I’m haunted by her. Not by her in the flesh, but her as portrayed by Meryl Streep. Make no mistake, Streep does become Thatcher in celluloid. Let nothing detract from the scale of her achievement. An American woman of 62 becomes Thatcher at 48, and Thatcher at 80 – completely convincingly, vocally, physically.

It’s strange because I am myself the right age to have reported her from the beginnings of her power to her political end. As a cub reporter I caught her final year as education secretary and moved to TV reporting as she became Tory leader. By 1979, I was “live” outside Downing Street as she became prime minister – a snatch of my doorstep report makes it into the Iron Lady movie. I was there again in 1990 as she wept with Denis in the back seat of the Jag as she departed Downing Street for the last time as premier. In between I interviewed her perhaps a dozen times – mainly as a diplomatic correspondent reporting European summits and meetings with Reagan, Gorbachev and more.

I always presumed that she knew my name because Bernard Ingham (press secretary) had whispered it in her ear…possibly with the pre-fix – “frightful b******”! In fact her husband, gorgeously portrayed by Jim Broadbent, did go on the record describing me as “that pinko”!

But though Jim and Meryl shone, for me the film did not. I felt I learned nothing new, and I had hoped to. Perhaps there is no more to be learned. Certainly my sense was that she was as she was, precisely because she was a woman in a “man’s job”.

The film does play to this but without analysing why men were so retreated and subservient in her presence. Many of the Cabinet around her had never experienced a woman in power – the last they had known had been matron in their boarding schools. Hence my suspicion was that they feared that as she glared across the Cabinet table, she was saying in her head and in theirs “Geoffrey have you washed behind your ears?” Or, “Kenneth…those finger nails…” She was breathlessly intimidating and seductive at one and the same time. It was a most infernal combination.

I lost every interview I ever had with her – reduced to a pimple… which I feared, I had missed, and she had spotted, under my chin.

I wanted more of that from the film…more account of how she did it…how she persuaded men, in particular, of her “rightness”. “Is he one of us?”, did not surface in the film. Nor “the Lady’s not for turning”. But then this was not a biopic, but rather an over coherent and linear journey through dementia.

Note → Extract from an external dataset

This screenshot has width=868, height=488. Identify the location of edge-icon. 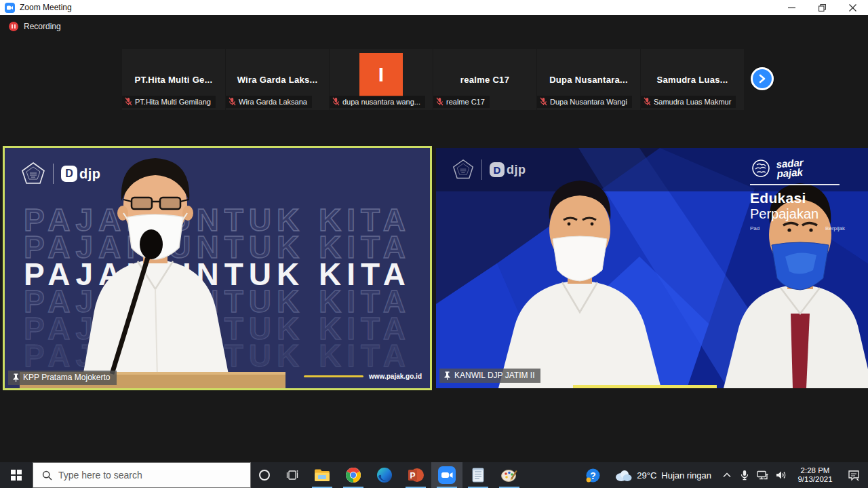
(384, 475).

My mother suffered from dementia and was never as linear nor as lucid. Most of Mrs Thatcher’s recollections in the film were actually a reasonably correct account. Whilst Mrs T believed, in the film, that Denis was still alive, eight years after he’d died, my mother was convinced her own long-dead parents were still in the house where she was born and that she herself was there too, still around twelve years of age. In the film, Mrs Thatcher never loses the sense of having been prime minister.

In the end, the Iron Lady falls between a fantasy study of her dementia and an account of assorted high points in her time as PM. It is remarkable centrally for Meryl Streep’s wondrous portrayal, and Jim Broadbent’s staunch yet sensitive supporting role.